Your stories: Pandemic doesn’t deter wedding plans

In last weekend’s paper Daily World Publisher Mike Hrycko invited readers to share stories with us about how the coronavirus has affected their lives. What are your stories? We’d like to print as many as we have room for. Send them to mhrycko@thedailyworld.com.

By Alan Rammer

Central Park

While reading the Saturday issue of The Daily World, I came across Mike Hrycko’s column “Everybody’s Got a Story” and I thought, while there are many unusual, unique stories unfolding in this new world, I doubted many would have one like mine. I thought your readers would get a kick out of it because we need uplifting stories right now, stories that will bring a smile to our faces with the overload of COVID-19 news swamping our minds non-stop.

Last September a very dear friend of mine, died suddenly of an aortic aneurysm. I had seen him a few days before when he stopped at my house here in Central Park to drop off a package for a friend. We made plans to go to lunch in Long Beach the following week. Alas, that did not happen. The family decided to hold off on a memorial service at the Ocean Shores VFW until early December to give them time to process their grief and to get their new lives in order. I volunteered to officiate at the memorial service. I now had three months to plan a service.

When the service and luncheon had ended that December afternoon, my friend’s youngest granddaughter came up to me with her fiancé and told me what a wonderful job I had done eulogizing her grandfather and then she asked me to officiate her wedding in March. I looked around in disbelief thinking she was talking to someone else. I told her I had no experience in this realm and she told me very directly to learn and be ready for March 28th. I knew I had to step up. You need to understand a critical piece of information in this story that goes back 18 years.

I was the marine community outreach and environmental specialist for the state Department of Fish and Wildlife for 22 years and this young woman had been on one of my class field trips when she was 8 years old! On that trip she had told me she had a birthday coming up shortly. When I asked her when, we were both amazed to learn we shared the same day – May 22nd. This day is also the least likely day of the entire year for a child to be born on (but that is another fascinating story in itself). Thus began very special friendship with this young lady and her family. It resulted in me being adopted into their family at a family banquet when she turned 18 and graduated from high school (with full adoption papers I might add!). The adoption paperwork stated that my entry into this family included all the perks, privileges and responsibilities. Now I had a wedding to plan based on the latter.

So I became ordained and purchased a great book on planning weddings. Working with the bride and groom we had an action plan not realizing very shortly we would be sidetracked multiple times with an event none of us could have imagined. I had developed a beautiful service for Saturday March 28th, at a country club in Sumner.

Lo and behold COVID-19 raised its ugly head. The wedding (as were countless others across the county and around the world) was cancelled.) No assemblies over 50 people. So we thought, we can do this. Plan B. We will get married at Point Defiance Park with just family members. Then came the next closure, no assemblies over 10 people. They really wanted to be married on March 28th. They wanted the marriage certificate to match their chosen date. So now it is time for Plan C. We would do it on Facebook and live stream it. Alas the Auditor’s Office said that was not legal.

So then we developed Plan D, they would drive to my house and be married in my garage here in Central Park. They each brought a high school friend to bear witness. I had to hastily run to Safeway for a bottle of bubbly, flowers for the bride, some dessert (M & M cookies) and a wedding gift. Since it did not rain that afternoon, I set up a table on the driveway with the assorted wedding paraphernalia plus the marriage certificate and their first wedding gift — a 6-pack of TP complete with a bow! At 2 p.m., the designated time the wedding was to be held in Sumner, the happy couple were married in my Central Park driveway with two friends bearing witness and live streaming it through iPhones to family members! And yes, we were all six feet apart until they became husband and wife with a kiss. We clapped and had a cookie. They loved the TP as they were almost out. Then they climbed back in their cars and headed back to Tacoma, legally husband and wife to navigate their new life through COVID-19. The full wedding will hopefully be done later this summer.

The couple celebrated with Safeway cookies and the host broke out his best white, plastic bucket for the flowers. The gift table included practical furnishings for the bathroom.

The couple celebrated with Safeway cookies and the host broke out his best white, plastic bucket for the flowers. The gift table included practical furnishings for the bathroom.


* GOAL OF THE EXERCISE:
Note every line in the entries that contains the string "open", and copy it.

================

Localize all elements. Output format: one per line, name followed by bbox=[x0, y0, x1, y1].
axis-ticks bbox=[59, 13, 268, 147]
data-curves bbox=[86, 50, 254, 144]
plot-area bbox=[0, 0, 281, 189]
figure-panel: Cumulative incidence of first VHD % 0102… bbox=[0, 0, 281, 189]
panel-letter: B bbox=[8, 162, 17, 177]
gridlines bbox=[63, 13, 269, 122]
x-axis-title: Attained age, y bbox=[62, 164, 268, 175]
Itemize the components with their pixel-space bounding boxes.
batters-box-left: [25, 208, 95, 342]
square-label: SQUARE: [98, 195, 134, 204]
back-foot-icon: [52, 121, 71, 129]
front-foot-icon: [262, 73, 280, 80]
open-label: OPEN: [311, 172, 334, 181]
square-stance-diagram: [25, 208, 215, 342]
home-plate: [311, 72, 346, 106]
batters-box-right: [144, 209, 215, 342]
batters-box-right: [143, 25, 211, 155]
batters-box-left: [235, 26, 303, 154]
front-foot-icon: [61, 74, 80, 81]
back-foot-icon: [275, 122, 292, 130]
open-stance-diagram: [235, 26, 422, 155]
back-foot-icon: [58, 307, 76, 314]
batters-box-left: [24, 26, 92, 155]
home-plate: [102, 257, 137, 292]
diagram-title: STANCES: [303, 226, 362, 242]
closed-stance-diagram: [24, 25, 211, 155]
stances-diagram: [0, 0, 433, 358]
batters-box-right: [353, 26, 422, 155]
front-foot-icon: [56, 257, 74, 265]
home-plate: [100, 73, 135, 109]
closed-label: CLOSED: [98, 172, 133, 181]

================

* RESPONSE FOR THIS EXERCISE:
open-label: OPEN: [311, 172, 334, 181]
open-stance-diagram: [235, 26, 422, 155]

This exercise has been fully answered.